I jumped into the business world, getting much better at what I do over the years and writing lots of great code along the way… but Magicians & Looters would pop into my head every so-often. Justin put an amazing amount of work into the art and story of the game and I always felt ashamed that we never really got to put it in front of anybody, other than our friends back in the university days. So when we FINALLY finished the game, released it, and started getting feedback… wow, it was an amazing time for me. Good or bad, I was delighted to just see people talking about our game. Luckily, it was fairly well received, which made that feeling even more warm and fuzzy.

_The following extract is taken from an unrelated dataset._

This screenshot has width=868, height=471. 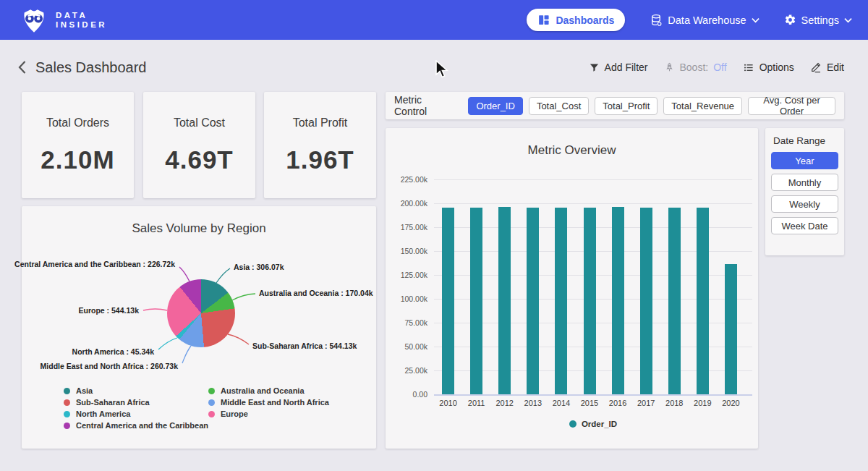 What do you see at coordinates (544, 20) in the screenshot?
I see `dashboard-icon` at bounding box center [544, 20].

- http://thexblig.com/2013/08/25/review-magicians-looters/
- http://www.fateofthegame.com/indie-review-magicians-looters/
- http://indiegamerchick.com/2013/09/11/magicians-looters/
Not quite one month after getting our game out there, my wife Margarita and I had our first kid, a healthy baby boy named Michael. We were at the hospital for a week solid; before that time, I don’t think the reality of being a dad had really “hit me” yet. It was (and is) a really cool experience. The baby was delivered via C-section because of some complications and I got to be there with her for all of it. Me being nervous of course, I tell the doctors before they take the baby out, “Hey guys, if that baby is black, I’m leaving” and got a few laughs… and the next thing you know, I’m holding a baby. I cut the umbilical cord and basically spent every moment for the next few days with Margarita and our new baby, trying to figure out the whole dad thing. As of right now, Mikey just hit 3 months and he’s doing great; I’m really enjoying being a dad.

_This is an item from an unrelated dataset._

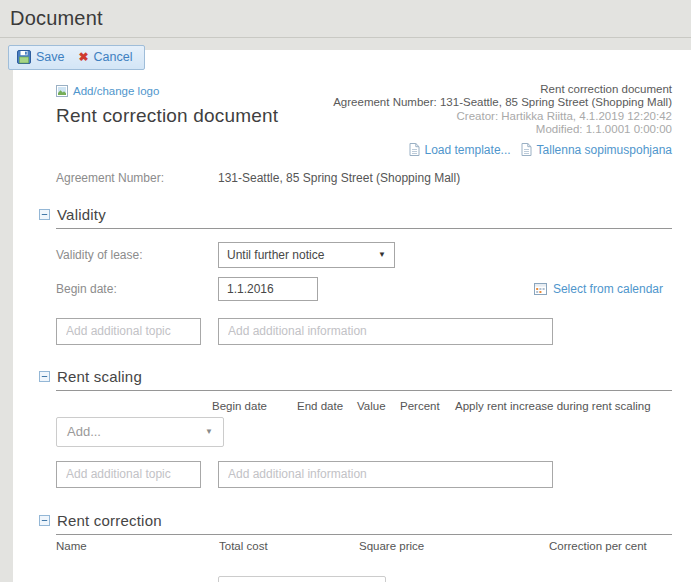 Image resolution: width=691 pixels, height=582 pixels. Describe the element at coordinates (137, 289) in the screenshot. I see `begin-date-label: Begin date:` at that location.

During the whole pregnancy and also the development cycle with Magicians & Looters, work at my actual job had been extremely busy. I work in the hosting department of GoDaddy and am part of the development team which works on Plesk Hosting, Windows Server 2012 hosting using the Parallels Plesk control panel. This is a new product we created from the ground up in a matter of months and I was thrilled to be a part of this. All of our development lead up to October, when we planned to launch and start selling the product to customers. A ton of hard work went into this product by everybody on our team. 3 days after Michael was born, I was back at work, writing code and working on tasks. We hit our goal and released in October and we’ve been improving the product ever since.
So in retrospect, 2013 was a great year… a life changing one. I’m extremely proud of all three of my accomplishments: Releasing a video game, having a baby, and releasing a new hosting product.